Since he had lost a lot of weight, his dog somehow managed to drag him to the road head, where passers-by saw him and alerted his brother, who rushed to the spot and brought him the medical help he needed.
“I cannot tell you how I felt that day. I felt so low that the dog stood on a higher pedestal than me. I had become worse than an animal. I promised my family I would give up substance abuse.”
But fate had yet another torment in store for him. The very next day, the woman he loved died of a heart attack.
“I cannot get over that guilt for life. I continue to believe that I am responsible for her death,” he said.
He confided that to this day he feels that his beloved talks to him, and often moves beside him.
Saumya talked at length about the treatment meted out to substance dependents who return to a private rehab centre after a case of relapse.
“It is like a virgin being thrown into a brothel. Everyone comes and treats you with the filthiest of abuses. Already low on self-esteem, you are subjected to humiliation, at what is called a ‘blasting session’.
“The last one to blast you is the managing director of the centre. The most menial of the tasks are reserved for you till the time some other case of relapse or dependence makes an appearance at the centre.
“Knowing from your previous experience of withdrawals you can also expect thrashings,” he reveals.

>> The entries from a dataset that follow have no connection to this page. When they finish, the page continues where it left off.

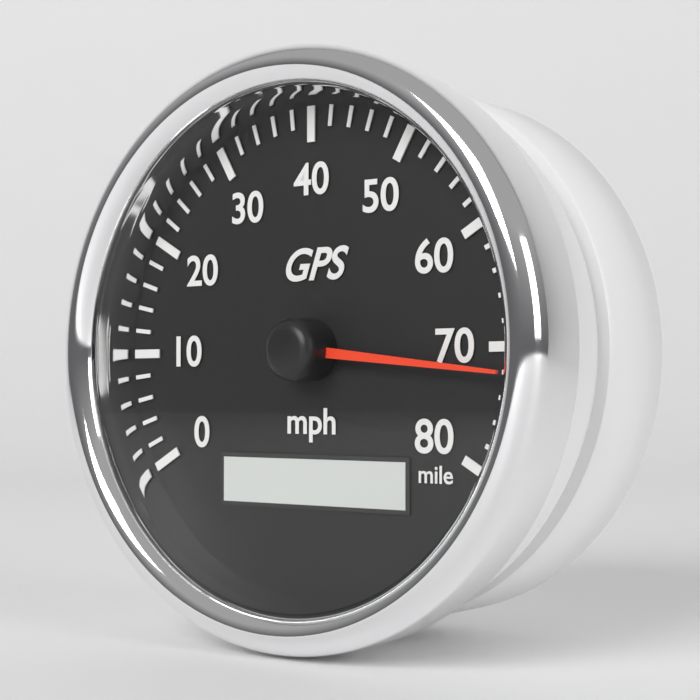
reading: 72 mph
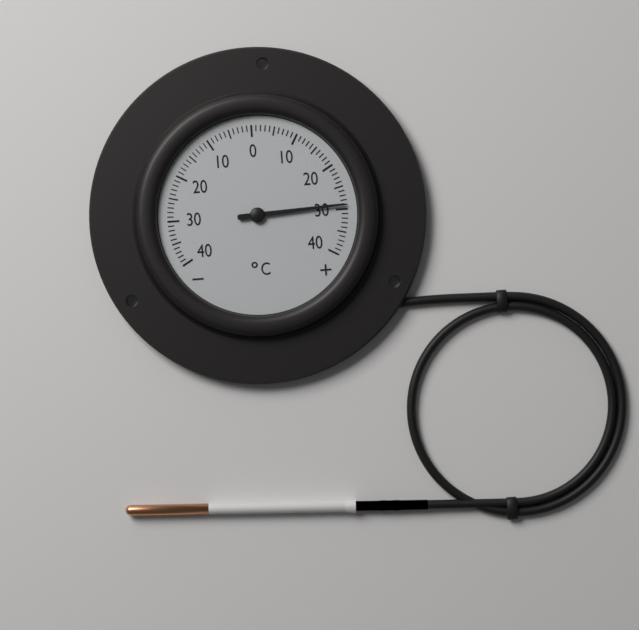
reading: 29 °C
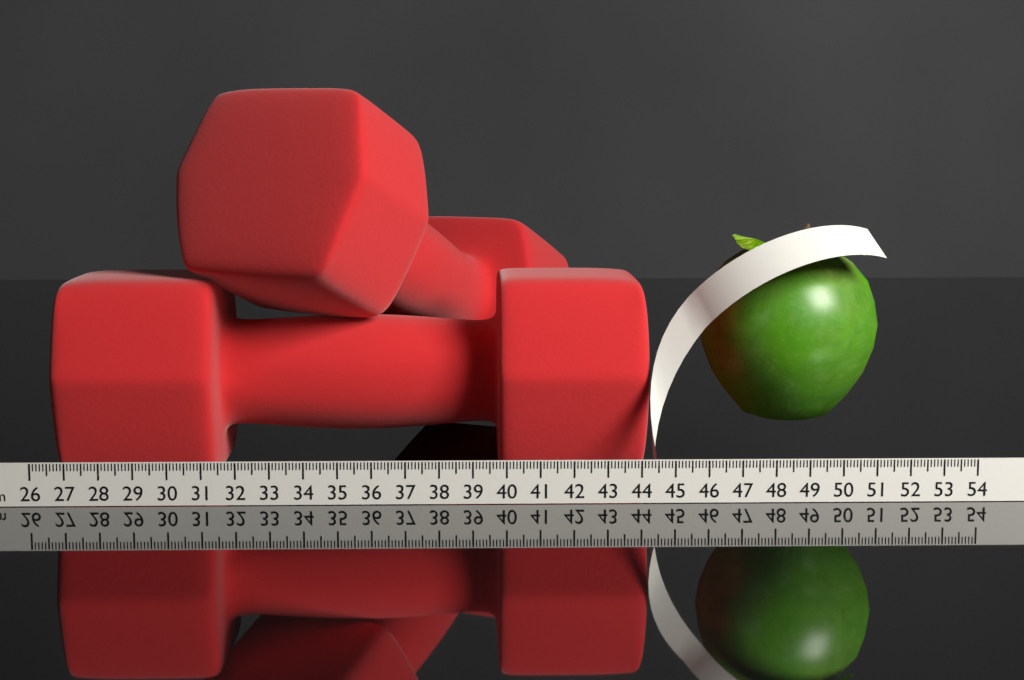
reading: 44.5 cm
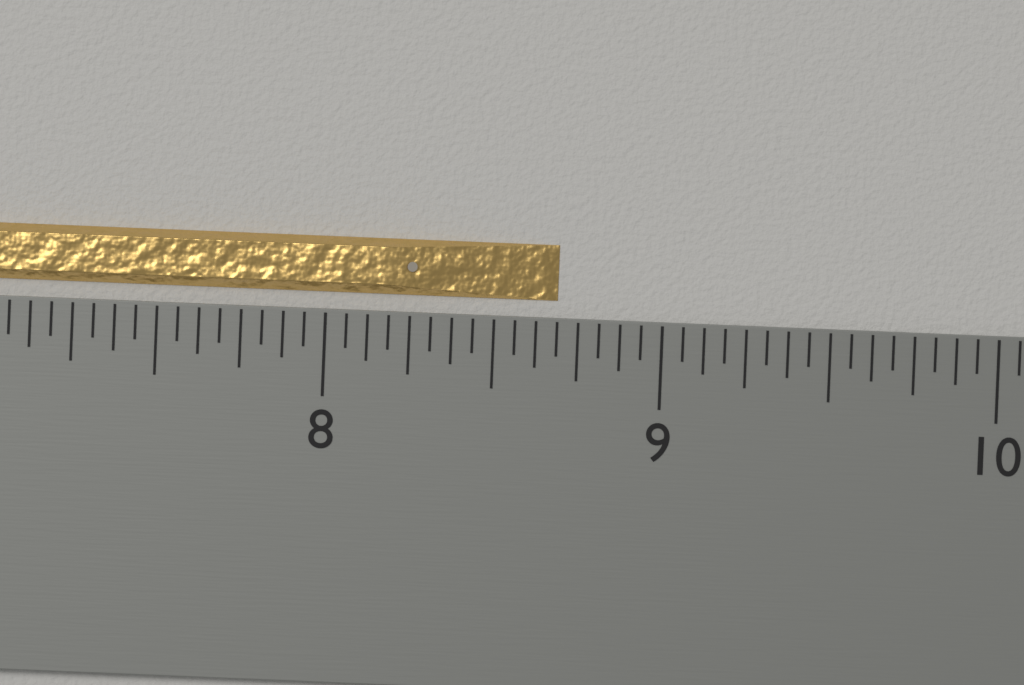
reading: 8.6875 inch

He also has many stories about the law enforcing systems that run the region. “The cops and officials are hand in glove with one another. During my stay in a prominent city, I had some cops coming to me regularly looking for good quality charas and heroin.
“At times I thought of reporting them, but its very difficult to survive as a whistleblower. I did try once on a small scale and paid a heavy price for it. I have narrowly escaped a fake encounter.”
Saumya doesn’t want other young people to experience what he has seen and gone through. Before he joined the Integration Rehabilitation Centre for Addicts (IRCA) as an employee, he was giving inspirational talks in schools and colleges.
He keeps updating me about his activities. He plans to experiment with creating an open rehab centre. I am looking forward to seeing him execute this plan. He has also been writing some inspirational poetry. The other day, it was a delight to see a video he sent me, of him playing badminton with his mother. After all, life has to be lived with a sportsman spirit!